World Marathon Challenge – Monopoly Money Challenge

I actually have met some people along the way who have undertaken this crazy World Marathon Challenge. Some did it for charity, some did it for themselves, some did it to say they did it. It was conceived as a means of doing seven marathons on seven continents in seven days. It’s a shortcut (sorta — I mean, you ARE still running seven marathon in seven days on seven continents!) to the Seven Continents Club and a fast-pass to Guinness Book of World Records stature for fastest to run a marathon on all seven continents. It’s a helluva thing to do — a logistical and physical nightmare with an epic story to whip out at cocktail parties. But it also has an epic price tag: 36,000 EUR with a 1000 EUR discount if you pay in full at the time of booking.

World Marathon Challenge

At current exchange rates, that means this trip would run me $38,977.75 in US Dollars (as I’d pay the full amount up front). I’d be lying if I didn’t say I was tempted but that cost? That cost is enough to temper the temptation, to irrevocably beat the challenge swords into common sense plowshares.

As I prepare to run my seventh continent, I’m content in the level of craziness I’ve shown time and again with my own personal running challenges. It hasn’t been cheap, to be sure. But I’ve had a great time and seen a lot of places. While the World Marathon Challenge itinerary supposedly affords business class airfare between the destinations, it all feels tantamount to running the Amazing Race — sure, you’re dashing through these places and you’re seeing 26.2 miles of them by foot, but I don’t know if you get to really appreciate the experience of being there. It’s all a mad rush and while I have occasionally done an in and out travel trip to an exotic locale, I do try and pack in some sort of cultural experience, be it a world’s largest tourist trap item or local cuisine in some dive bar that only the locals know about.

Still, it would be something to do — to hit seven continents in seven days and to run a marathon on each and every one? That’s a story to be told, to be sure. But I can think of a lot more stories I could write with close to $40,000. So I’ll cheer the folks I have known or may come across who undertake the challenge, and I may even be a bit jealous of the experience. But I’ve got plenty of my own adventures in my pocket and on my docket.

I am reminded as I close this post of one of my favorite movie quotes. It’s said by Paul Newman as Sidney J. Mussburger in The Hudsucker Proxy (1994) and goes like this:

“Sure, sure, the wheel turns, the music plays, and our spin ain’t over yet.”

And so happily and perhaps haphazardly my turn continues.  And I don’t think I’d have it any other way.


Copy exactly. Begin at the line containing "detect human eye" and stop at the last line of the entries, omitting any pictures.
(Beginning of Data to examine)
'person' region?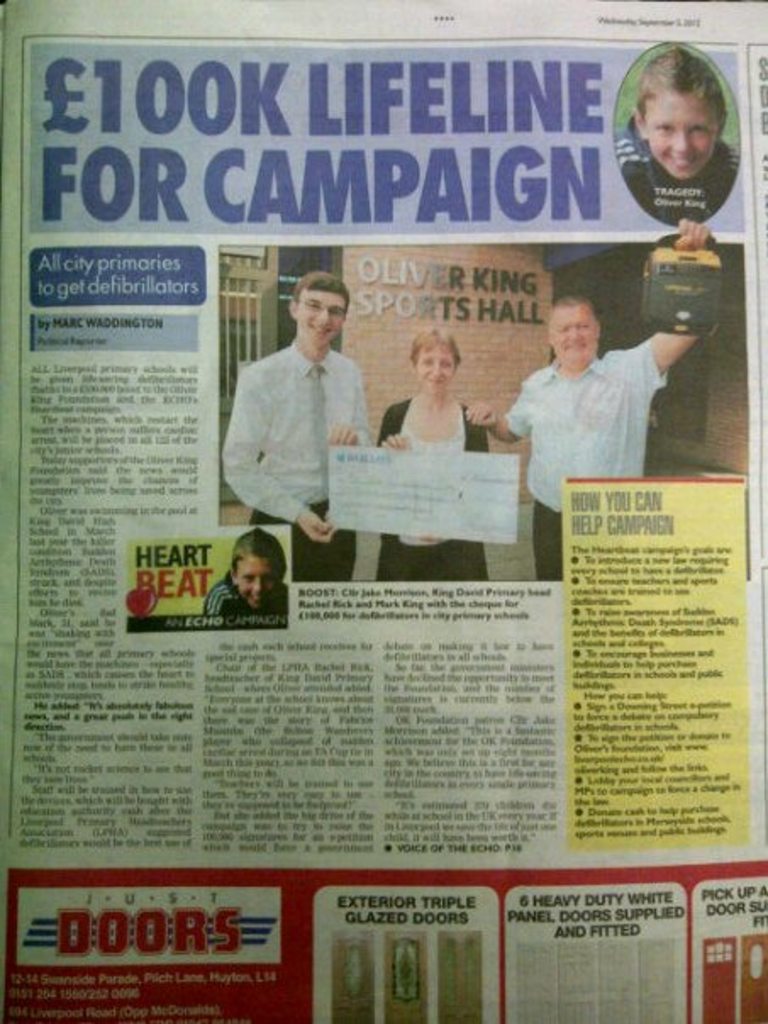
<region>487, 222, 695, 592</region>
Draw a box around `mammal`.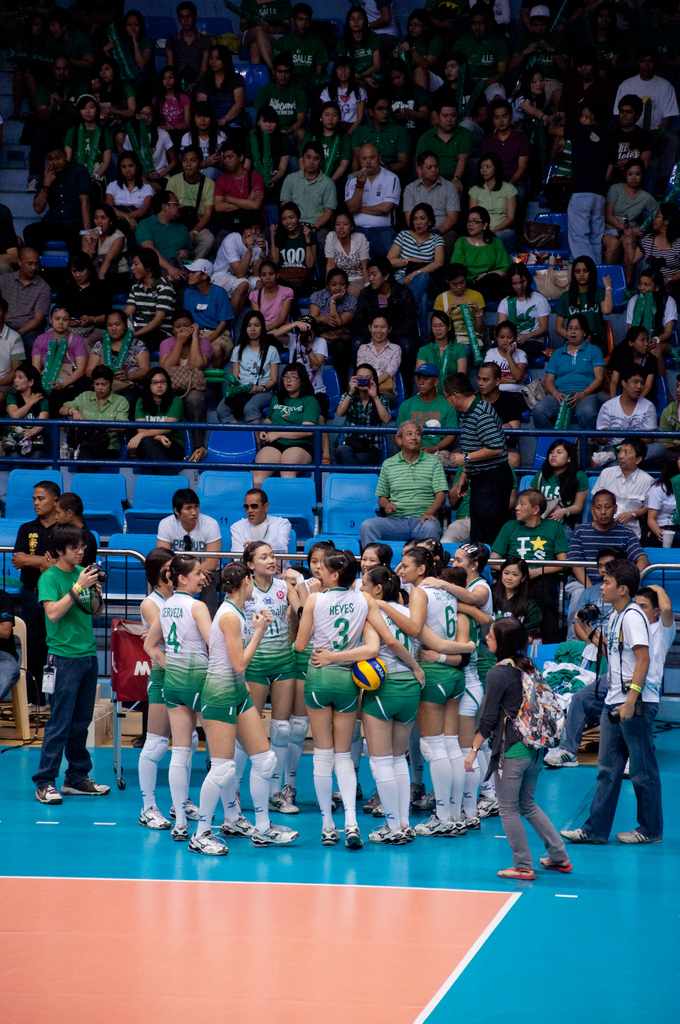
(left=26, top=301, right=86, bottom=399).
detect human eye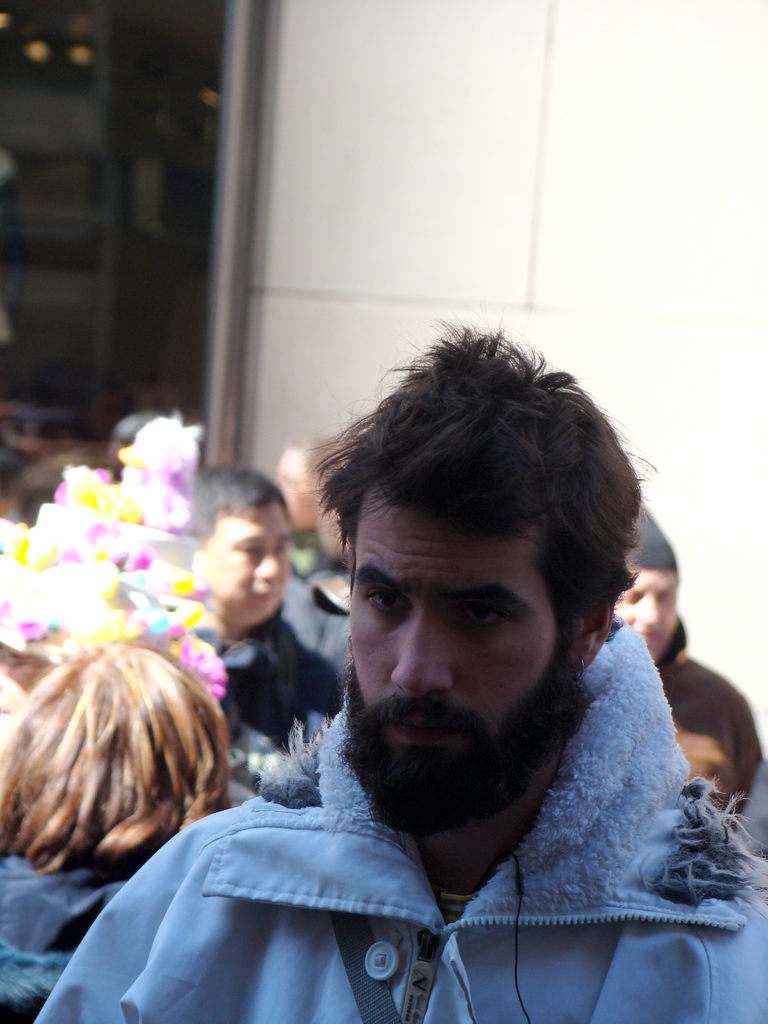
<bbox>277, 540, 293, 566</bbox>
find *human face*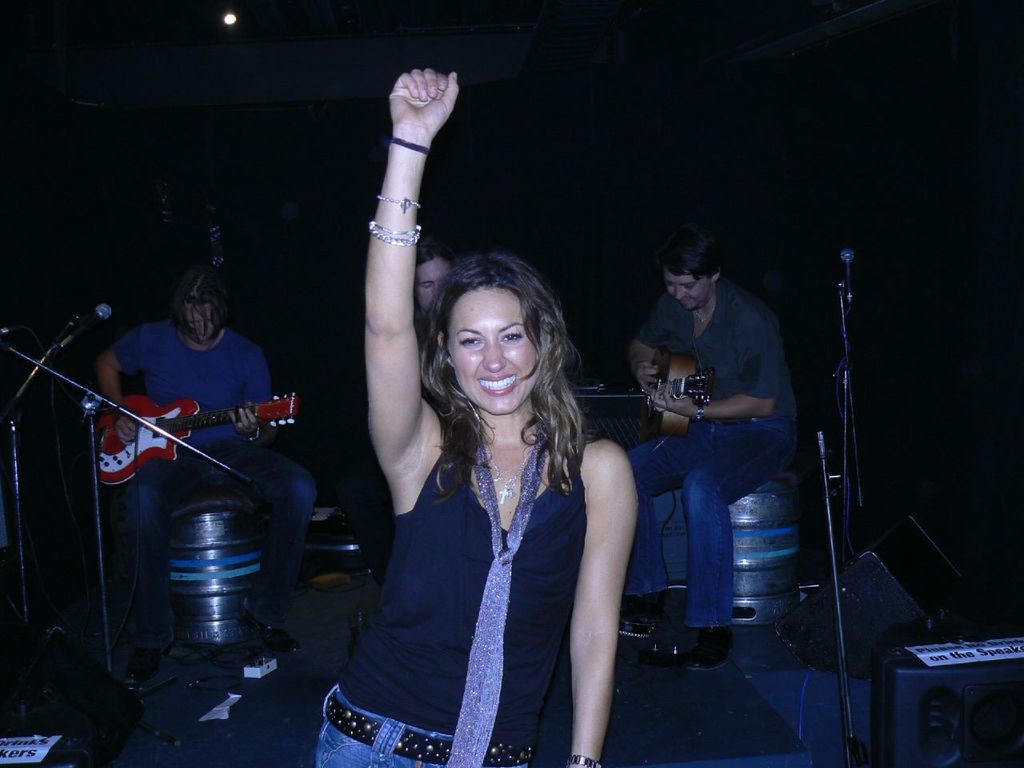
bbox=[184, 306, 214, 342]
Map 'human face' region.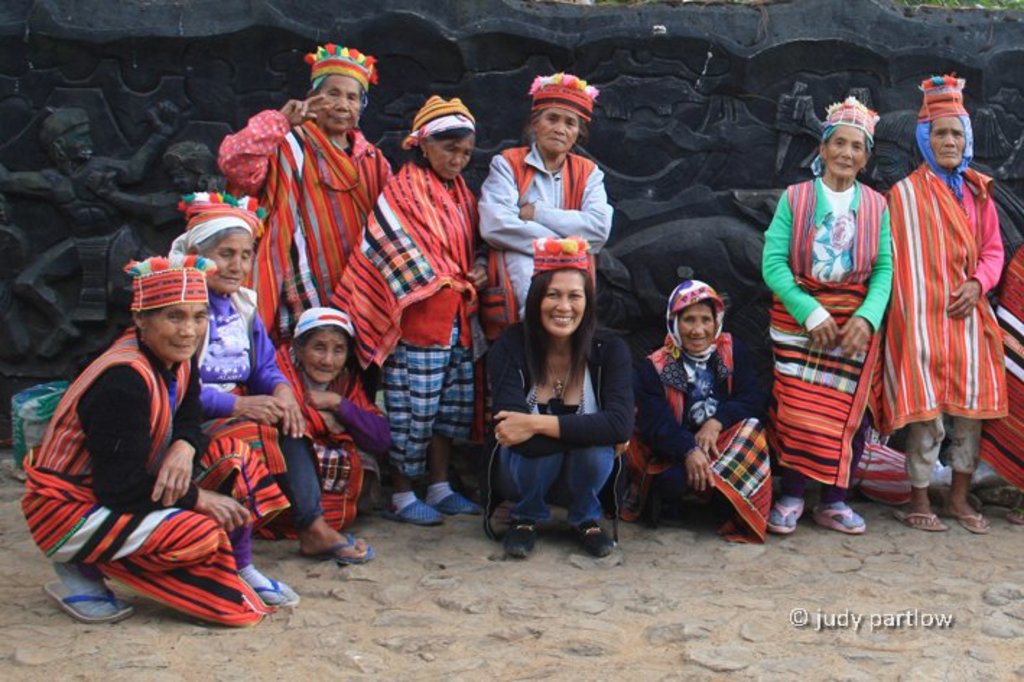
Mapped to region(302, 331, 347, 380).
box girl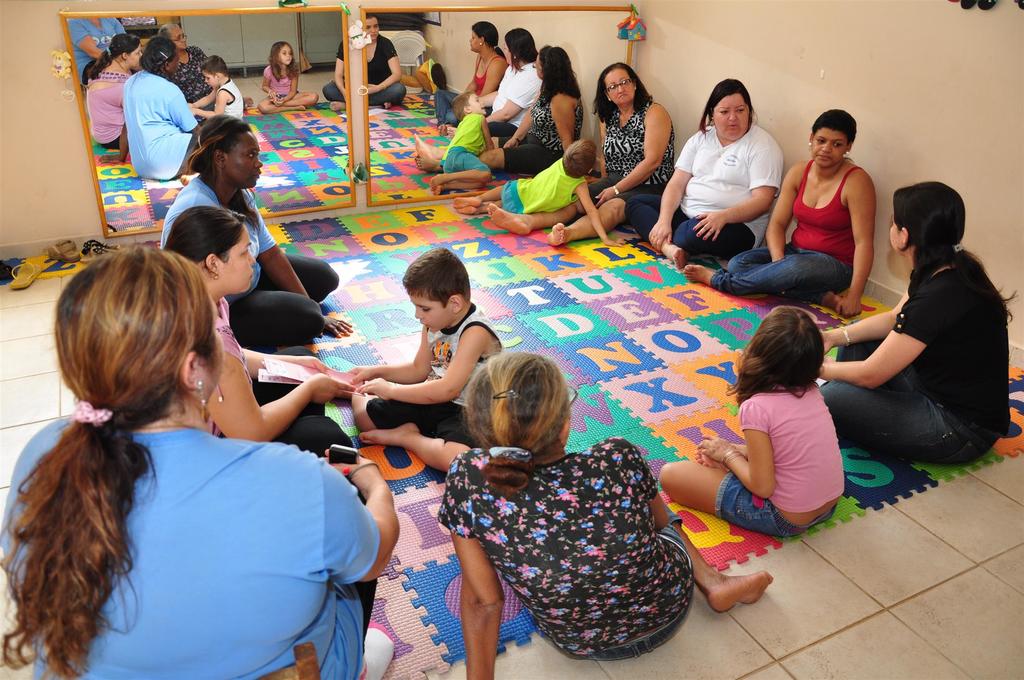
(End of Data to examine)
Solved problem -
detect human eye
<bbox>277, 540, 293, 566</bbox>
find *human face*
bbox=[184, 306, 214, 342]
Map 'human face' region.
Mapped to region(302, 331, 347, 380).
box girl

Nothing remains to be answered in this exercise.